Interesting that Paul says Timothy “observed ... what befell me at Antioch, at Iconium, and at Lystra … what persecutions I endured.” So Timothy likely not only witnessed the stoning at Lystra, but also the troubles at Antioch and Iconium. So if he “observed” at Antioch, did Timothy became one of the “companions” who accompanied Paul, Barnabas, and Thekla as reported in the traditions about St. Thekla (told two weeks ago)? Perhaps. It may be that Timothy and his family was from Lystra (implied by Ac 16:1), and Timothy only happened to be in Antioch when Paul and Barnabas were there, and so did join them for the journey back home. 

There is an imaginative telling of the scene of Paul’s stoning at Lystra coming from the novel on the life of Paul called, The Apostle, by the Jewish writer Sholem Asch. He paints this scene: “On a certain day, when Paul was preaching to a small group, an angry crowd of Jews and Greeks descended on him, scattered his listeners, and dragged him off outside the gates of the city. When they came to a hollow in the ground, they flung him into it, and began to pelt him with stones. They continued to throw stones until they thought he was dead, and then returned to the city.” Asch then imagines a bloody, half-conscious Paul having a vision of St. Stephen and remembering Stephen’s stoning, feeling God’s forgiveness for Paul’s role, and joy filling his heart for being stoned for the sake of the Messiah just like Stephen. Beautiful!

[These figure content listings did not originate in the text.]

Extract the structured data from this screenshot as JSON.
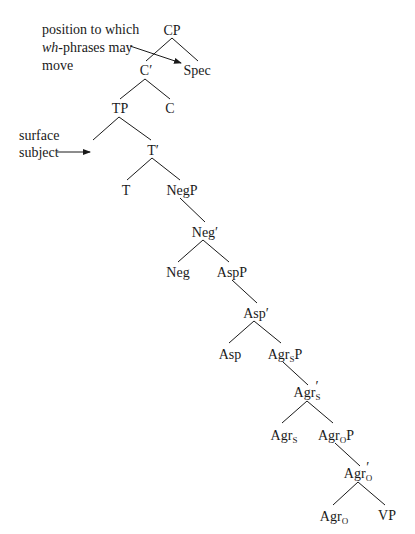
{
  "diagram": {
    "type": "syntax-tree",
    "annotations": {
      "wh_position": {
        "line1": "position to which",
        "line2_italic": "wh",
        "line2_rest": "-phrases may",
        "line3": "move",
        "target": "Spec"
      },
      "surface_subject": {
        "line1": "surface",
        "line2": "subject"
      }
    },
    "nodes": {
      "cp": "CP",
      "spec": "Spec",
      "c_bar": "C′",
      "tp": "TP",
      "c": "C",
      "t_bar": "T′",
      "t": "T",
      "negp": "NegP",
      "neg_bar": "Neg′",
      "neg": "Neg",
      "aspp": "AspP",
      "asp_bar": "Asp′",
      "asp": "Asp",
      "agrsp_base": "Agr",
      "agrsp_sub": "S",
      "agrsp_tail": "P",
      "agrs_bar_base": "Agr",
      "agrs_bar_sub": "S",
      "agrs_bar_prime": "′",
      "agrs_base": "Agr",
      "agrs_sub": "S",
      "agrop_base": "Agr",
      "agrop_sub": "O",
      "agrop_tail": "P",
      "agro_bar_base": "Agr",
      "agro_bar_sub": "O",
      "agro_bar_prime": "′",
      "agro_base": "Agr",
      "agro_sub": "O",
      "vp": "VP"
    },
    "edges": [
      [
        "CP",
        "C′"
      ],
      [
        "CP",
        "Spec"
      ],
      [
        "C′",
        "TP"
      ],
      [
        "C′",
        "C"
      ],
      [
        "TP",
        "surface subject position"
      ],
      [
        "TP",
        "T′"
      ],
      [
        "T′",
        "T"
      ],
      [
        "T′",
        "NegP"
      ],
      [
        "NegP",
        "Neg′"
      ],
      [
        "Neg′",
        "Neg"
      ],
      [
        "Neg′",
        "AspP"
      ],
      [
        "AspP",
        "Asp′"
      ],
      [
        "Asp′",
        "Asp"
      ],
      [
        "Asp′",
        "AgrSP"
      ],
      [
        "AgrSP",
        "AgrS′"
      ],
      [
        "AgrS′",
        "AgrS"
      ],
      [
        "AgrS′",
        "AgrOP"
      ],
      [
        "AgrOP",
        "AgrO′"
      ],
      [
        "AgrO′",
        "AgrO"
      ],
      [
        "AgrO′",
        "VP"
      ]
    ]
  }
}
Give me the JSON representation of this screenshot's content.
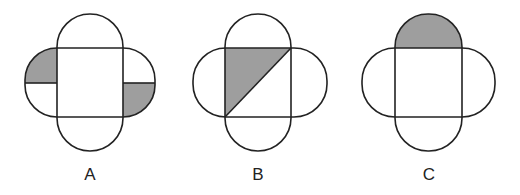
{
  "figure": {
    "type": "shaded-region-puzzle",
    "shape_description": "Two overlapping capsules (rounded rectangles) forming a cross",
    "colors": {
      "stroke": "#222222",
      "shade": "#9e9e9e",
      "background": "#ffffff"
    },
    "options": [
      {
        "label": "A",
        "shading": "upper half of left lobe and lower half of right lobe, split by horizontal midline"
      },
      {
        "label": "B",
        "shading": "upper-left triangle of center square, split by diagonal from bottom-left to top-right"
      },
      {
        "label": "C",
        "shading": "top lobe of vertical capsule"
      }
    ]
  }
}
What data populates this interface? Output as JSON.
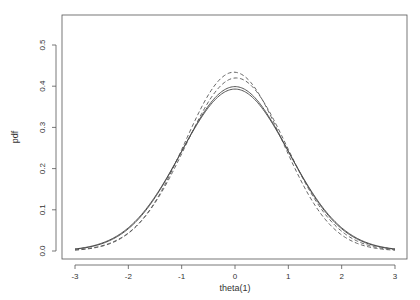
{
  "chart_data": {
    "type": "line",
    "title": "",
    "xlabel": "theta(1)",
    "ylabel": "pdf",
    "xlim": [
      -3.2,
      3.3
    ],
    "ylim": [
      -0.02,
      0.575
    ],
    "grid": false,
    "legend": null,
    "x_ticks": [
      "-3",
      "-2",
      "-1",
      "0",
      "1",
      "2",
      "3"
    ],
    "y_ticks": [
      "0.0",
      "0.1",
      "0.2",
      "0.3",
      "0.4",
      "0.5"
    ],
    "series": [
      {
        "name": "solid-1",
        "style": "solid",
        "mean": 0.0,
        "sd": 1.0,
        "peak": 0.399,
        "x_range": [
          -3,
          3
        ]
      },
      {
        "name": "solid-2",
        "style": "solid",
        "mean": 0.0,
        "sd": 1.015,
        "peak": 0.393,
        "x_range": [
          -3,
          3
        ]
      },
      {
        "name": "dashed-1",
        "style": "dashed",
        "mean": -0.02,
        "sd": 0.92,
        "peak": 0.434,
        "x_range": [
          -3,
          3
        ]
      },
      {
        "name": "dashed-2",
        "style": "dashed",
        "mean": 0.02,
        "sd": 0.95,
        "peak": 0.42,
        "x_range": [
          -3,
          3
        ]
      }
    ]
  }
}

Asch continues: “Lying and meditating thus, [Paul’s] heart rejoicing for what had happened to him, he felt suddenly a light hand, like the hand of an angel, passing over his body, wiping away the blood and softening his sores. Love and devotion were in the touch of the hand .... Opening his eyes he saw standing over him the likeness of a lad of 14 or 15.... ‘Who art thou, my son?’ ‘My name is Timotheus. My father is a Greek, but my mother is a daughter of Israel, whom thou preachest, and from thee I have heard of the Messiah whom He has sent, and for whose sake they have stoned thee. And I wait for him, as do all the Jews of the city. I saw what these men did to thee, and I am here to help thee.’”

And that is how Asch imagines the first meeting of Paul and Timothy. Timothy aids Paul until Barnabas finds the place of the stoning. Paul is already standing, supported by Timothy, and they take him to Timothy’s home where the women tend to his wounds. [1] 

Dibby Allan Green
Reference
[1]  Asch, Sholem, The Apostle, Samuel, Maurice, tr. (New York: G. P. Putnam’s Sons, 1943), pp 322-323.

 Originally published in the print edition of the Mojave Desert News  dated October 14, 2021.

Our Lady of Lourdes Catholic Church is located in California City, CA. Visit our website at ollcalcity.org.

Dibby Allan Green has a BA in Religious Studies (Westmont College, 1978) and MA in Theology (Augustine Institute, 2019), is a lay Catholic hermit, and a parishioner of Our Lady of Lourdes Parish.